Remembering KYAC: the Seattle Black-owned radio station that felt like home

In October 1979, Seattle heard its first rap song on the radio. “Rapper’s Delight” by The Sugarhill Gang played through speakers across the city, kicking off a new and active era of Black creativity in Seattle. The DJ who played the song was Robert L. Scott.
He worked at KYAC Soul Radio. By the time “Rapper’s Delight” was played, KYAC had already established itself as a unique and deeply important entity in Seattle. The station was Black-owned and operated and was embedded in Seattle’s Black community.
“Every bit of news that happened in our community came across the airwaves at KYAC,” explained Vivian Phillips, the founder of Art Noire, a Black arts and culture space in Seattle’s Central District and a former KYAC DJ.
Growing up in the 1960s, Phillips’ family was based in the Central District, in a redlined community. She loved the radio and was amazed that she could hear a voice from someone far away coming through the speakers in her bedroom. At 19 years old, she got her radio operator license and soon found herself at KYAC.
“I don't think I ever went and applied for a job,” Phillips said. “What I do recall doing is calling Frank P. Barrow every other day of the week and saying, ‘Hey, Frank, you know, don't you have anything for me to do?’”
She remained at the station for more than a decade, doing everything from engineering to sales and promotions before finally landing an on-air role.
Sheila Locke, a Seattle-based DJ of 45 years, got her start at KYAC. After her first night working the midnight shift at the station, she never looked back. Locke grew up in the 70s in a mixed community in Seattle.
“Growing up, it was basically 30% Black, 30% Asian, 30% other,” Locke said. She became the station’s only Asian DJ, happily stretching herself thin as both a student and on-air host because listening to and working at KYAC felt like home.
The station was more than a place for music — DJs, hosts, and engineers were embedded within the community. If there was a business opening in Seattle’s Black community, KYAC was there.
“We were really members of the community that people could see, touch, feel, and interact with,” Phillips said.
In KYAC’s heyday, the station was sponsored by a variety of brands from within the community and outside of it. Phillips’ show, in particular, was occasionally sponsored by Kraft Foods, which allowed her to DJ from locations where Kraft was sold. She would host her show from 23rd and Union and at the Safeway location on Othello in the South End.
“I loved it. It was just great to be in a space where I had two turntables. I had my headphones, all the remote devices were set up, and I was actually spinning records in the window at the grocery store with all the folks around me,” Phillips said. “The 60s and 70s in Seattle were high points for the black community and black businesses."
By the end of the 70s, and with the end of redline covenants that kept Black people in particular neighborhoods, the community diffused, which eventually led to KYAC's sale, Phillips said.
But that period also featured the rise of syndicated radio. Radio stations could buy syndicated programs, a centralized business that produced radio programming with a single voice for Black radio nationwide.
“With that, you can reduce your staff expenses,” Phillips said.
Only a year into Locke’s on-air spot at KYAC, she realized the station was heading toward bankruptcy.
“We got a notice that paychecks were going to be delayed,” she explained. For a while the DJs stuck by the station and continued to spin records for the community.
But, as payments for staff continued to be delayed, the DJs and station operators had no choice but to walk out.
“That literally was the last time anybody heard KYAC,” Locke said. The shutting down of the station was unfortunate for fans, staff, and Black musicians.
The end of KYAC left a hole in the community so large that listeners held a funeral for the station once it became clear that it was gone for good.
“That was indicative of just how important that communications entity was to the Black community,” Phillips said.
After KYAC was sold, Locke continued to DJ across Puget Sound, but Phillips stepped away from radio for a number of years. When she returned to broadcasting, she focused on interview-style programs.
“But there's nothing like spinning those records and taking requests,” Phillips said.
Related Links:
How Seattle rap crashed the mainstream by swimming against the current — NPR
For three decades, this Seattle DJ electrified the airwaves, paving the way for future Black radio personalities. — Black Arts Legacies
Black History of the Northwest — KUOW
More Listening:
Check out this Black History Month playlist from Stax Records, an iconic, Memphis-based record company that helped birth the Soul genre.
Learn more about Seattle's Black music history on KEXP’s podcast, “Fresh Off the Spaceship,” which tells the story of the Black Constellation, an artist collective (Shabazz Palaces, THEESatisfaction, and Ya Tseen) with Seattle roots.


Return all lines in the data where the string "plot" can be found.

(Stored records)
######

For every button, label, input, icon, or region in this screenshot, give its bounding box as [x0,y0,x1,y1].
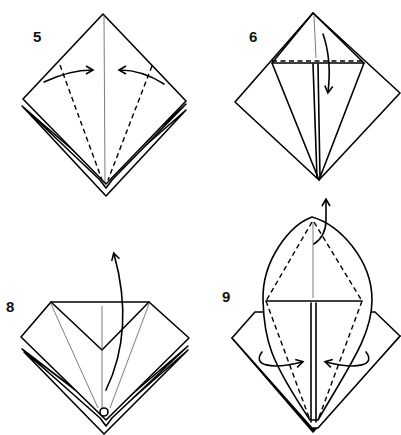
step-5-figure [22,14,186,196]
step-6-figure [235,13,400,180]
step-9-figure [232,200,400,432]
hold-point-circle-icon [100,408,108,416]
origami-diagram [0,0,401,435]
step-8-figure [21,254,189,434]
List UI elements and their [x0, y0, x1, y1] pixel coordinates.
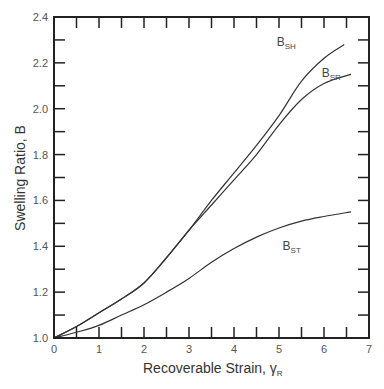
curve-labels: BSHBSRBST: [277, 35, 341, 255]
y-tick-label: 1.2: [33, 286, 48, 298]
swelling-ratio-chart: 012345671.01.21.41.61.82.02.22.4 BSHBSRB…: [0, 0, 384, 389]
curve-label-bsh: BSH: [277, 35, 296, 51]
curves: [54, 45, 351, 338]
y-tick-label: 2.2: [33, 57, 48, 69]
curve-bsr: [54, 74, 351, 338]
x-tick-label: 1: [96, 343, 102, 355]
x-tick-label: 2: [141, 343, 147, 355]
y-tick-label: 1.8: [33, 149, 48, 161]
tick-labels: 012345671.01.21.41.61.82.02.22.4: [33, 11, 372, 355]
x-tick-label: 3: [186, 343, 192, 355]
x-axis-title: Recoverable Strain, γR: [143, 360, 283, 378]
y-tick-label: 1.0: [33, 332, 48, 344]
x-tick-label: 0: [51, 343, 57, 355]
curve-bst: [54, 212, 351, 338]
y-tick-label: 2.0: [33, 103, 48, 115]
x-tick-label: 4: [231, 343, 237, 355]
curve-label-bsr: BSR: [322, 66, 341, 82]
x-tick-label: 7: [366, 343, 372, 355]
y-tick-label: 1.6: [33, 194, 48, 206]
y-tick-label: 1.4: [33, 240, 48, 252]
y-tick-label: 2.4: [33, 11, 48, 23]
curve-bsh: [54, 45, 344, 338]
x-tick-label: 6: [321, 343, 327, 355]
y-axis-title: Swelling Ratio, B: [12, 125, 28, 231]
x-tick-label: 5: [276, 343, 282, 355]
curve-label-bst: BST: [283, 239, 301, 255]
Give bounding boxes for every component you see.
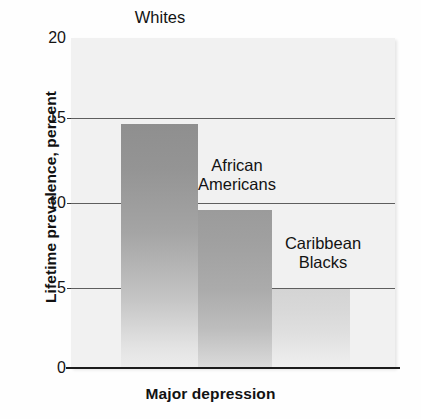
bar-whites[interactable]: [121, 124, 198, 368]
y-tick-label-10: 10: [30, 195, 66, 211]
y-tick-label-5: 5: [30, 280, 66, 296]
bar-label-african-americans: African Americans: [189, 156, 285, 194]
y-tick-label-0: 0: [30, 360, 66, 376]
bar-chart-figure: Lifetime prevalence, percent 20 15 10 5 …: [0, 0, 421, 419]
gridline-15: [71, 118, 395, 119]
x-axis-title: Major depression: [0, 385, 421, 403]
y-axis-ticks: 20 15 10 5 0: [26, 0, 66, 419]
y-tick-label-20: 20: [30, 30, 66, 46]
plot-inner: [71, 38, 395, 368]
bar-african-americans[interactable]: [198, 210, 272, 368]
bar-caribbean-blacks[interactable]: [272, 289, 350, 368]
y-tick-label-15: 15: [30, 110, 66, 126]
bar-label-whites: Whites: [111, 8, 209, 27]
bar-label-caribbean-blacks: Caribbean Blacks: [267, 234, 379, 272]
plot-area: Whites African Americans Caribbean Black…: [71, 38, 395, 368]
gridline-10: [71, 203, 395, 204]
x-axis-baseline: [66, 367, 400, 369]
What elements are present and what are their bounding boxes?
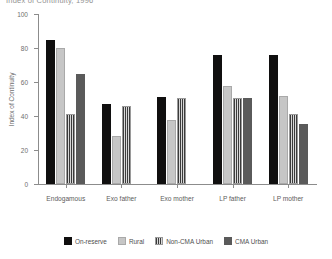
bar-noncma (122, 106, 131, 184)
legend-swatch-rural (118, 237, 126, 245)
legend-label: On-reserve (75, 238, 107, 245)
bar-on-reserve (46, 40, 55, 185)
bar-on-reserve (213, 55, 222, 184)
legend-item: On-reserve (64, 237, 107, 245)
bar-cma (76, 74, 85, 185)
y-axis-tick-label: 100 (17, 11, 28, 18)
x-axis-tick-mark (177, 184, 178, 188)
plot-area: 020406080100 EndogamousExo fatherExo mot… (38, 14, 316, 184)
x-axis-tick-mark (66, 184, 67, 188)
bar-noncma (66, 114, 75, 184)
bar-noncma (177, 98, 186, 184)
legend-label: CMA Urban (235, 238, 268, 245)
bar-on-reserve (269, 55, 278, 184)
bar-on-reserve (102, 104, 111, 184)
legend-item: CMA Urban (224, 237, 268, 245)
legend-swatch-cma (224, 237, 232, 245)
bar-on-reserve (157, 97, 166, 184)
bar-cma (243, 98, 252, 184)
x-axis-tick-label: Endogamous (46, 195, 85, 202)
legend-label: Non-CMA Urban (166, 238, 213, 245)
bar-groups: EndogamousExo fatherExo motherLP fatherL… (38, 14, 316, 184)
chart-legend: On-reserveRuralNon-CMA UrbanCMA Urban (0, 237, 332, 245)
y-axis-tick-mark (34, 184, 38, 185)
legend-label: Rural (129, 238, 144, 245)
chart-title: Index of Continuity, 1996 (6, 0, 93, 5)
bar-rural (112, 136, 121, 184)
y-axis-tick-label: 20 (21, 147, 28, 154)
x-axis-tick-label: LP father (219, 195, 246, 202)
x-axis-tick-mark (288, 184, 289, 188)
bar-group: Endogamous (38, 14, 94, 184)
bar-noncma (289, 114, 298, 184)
bar-rural (56, 48, 65, 184)
bar-rural (279, 96, 288, 184)
legend-item: Rural (118, 237, 144, 245)
y-axis-tick-label: 80 (21, 45, 28, 52)
chart-figure: Index of Continuity, 1996 Index of Conti… (0, 0, 332, 259)
x-axis-tick-label: Exo mother (160, 195, 194, 202)
y-axis-label: Index of Continuity (7, 14, 17, 184)
y-axis-tick-label: 60 (21, 79, 28, 86)
y-axis-tick: 0 (34, 184, 39, 185)
bar-rural (223, 86, 232, 184)
bar-group: LP father (205, 14, 261, 184)
y-axis-tick-label: 0 (24, 181, 28, 188)
legend-item: Non-CMA Urban (155, 237, 213, 245)
x-axis-tick-label: LP mother (273, 195, 303, 202)
bar-group: Exo father (94, 14, 150, 184)
bar-group: LP mother (260, 14, 316, 184)
x-axis-tick-label: Exo father (106, 195, 136, 202)
y-axis-tick-label: 40 (21, 113, 28, 120)
bar-rural (167, 120, 176, 184)
bar-noncma (233, 98, 242, 184)
legend-swatch-on-reserve (64, 237, 72, 245)
x-axis-tick-mark (233, 184, 234, 188)
bar-cma (299, 124, 308, 184)
y-axis-label-text: Index of Continuity (9, 72, 16, 126)
legend-swatch-noncma (155, 237, 163, 245)
bar-group: Exo mother (149, 14, 205, 184)
x-axis-tick-mark (121, 184, 122, 188)
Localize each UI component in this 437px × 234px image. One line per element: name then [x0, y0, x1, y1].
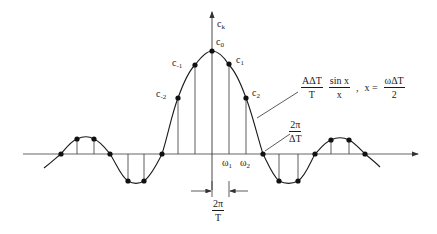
label-omega1: ω1	[222, 158, 232, 171]
label-c-minus-1: c-1	[172, 58, 182, 71]
formula-fraction-x: ωΔT2	[384, 75, 405, 100]
zero-label-leader-line	[265, 134, 290, 151]
y-axis-label: ck	[217, 19, 225, 32]
envelope-formula: AΔTT sin xx , x = ωΔT2	[301, 75, 405, 100]
label-c-minus-2: c-2	[156, 89, 166, 102]
formula-fraction-sinc: sin xx	[329, 75, 350, 100]
zero-crossing-label: 2πΔT	[289, 119, 302, 144]
label-omega2: ω2	[240, 158, 250, 171]
formula-leader-line	[257, 92, 298, 118]
formula-fraction-amplitude: AΔTT	[301, 75, 323, 100]
label-c2: c2	[252, 88, 260, 101]
sample-points	[58, 48, 367, 183]
label-c0: c0	[216, 37, 224, 50]
spacing-dimension	[191, 181, 248, 197]
spacing-label: 2πT	[212, 198, 224, 223]
formula-separator: ,	[356, 82, 359, 93]
formula-x-equals: x =	[364, 82, 377, 93]
label-c1: c1	[236, 55, 244, 68]
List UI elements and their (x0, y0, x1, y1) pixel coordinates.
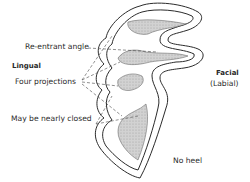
label-facial: Facial (216, 70, 239, 77)
tooth-occlusal-diagram (0, 0, 250, 182)
label-no-heel: No heel (173, 157, 202, 165)
label-labial: (Labial) (210, 80, 239, 88)
projection-lobes (118, 20, 188, 160)
label-lingual: Lingual (12, 63, 41, 70)
label-four-projections: Four projections (15, 78, 76, 86)
label-reentrant-angle: Re-entrant angle (25, 43, 89, 51)
label-may-be-nearly-closed: May be nearly closed (11, 115, 92, 123)
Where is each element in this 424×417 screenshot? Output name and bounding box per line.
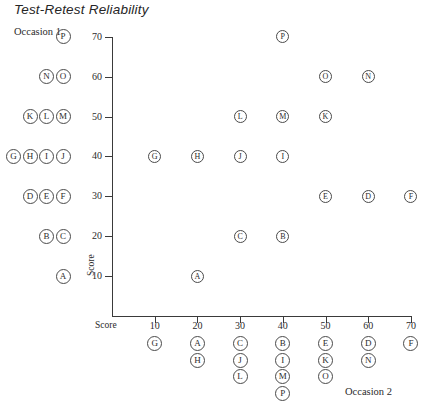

######

▶ Written answer:
plot-inner: [71, 38, 395, 368]
plot-area: Whites African Americans Caribbean Black…: [71, 38, 395, 368]
plot-area: 020406080100 EndogamousExo fatherExo mot… (38, 14, 316, 184)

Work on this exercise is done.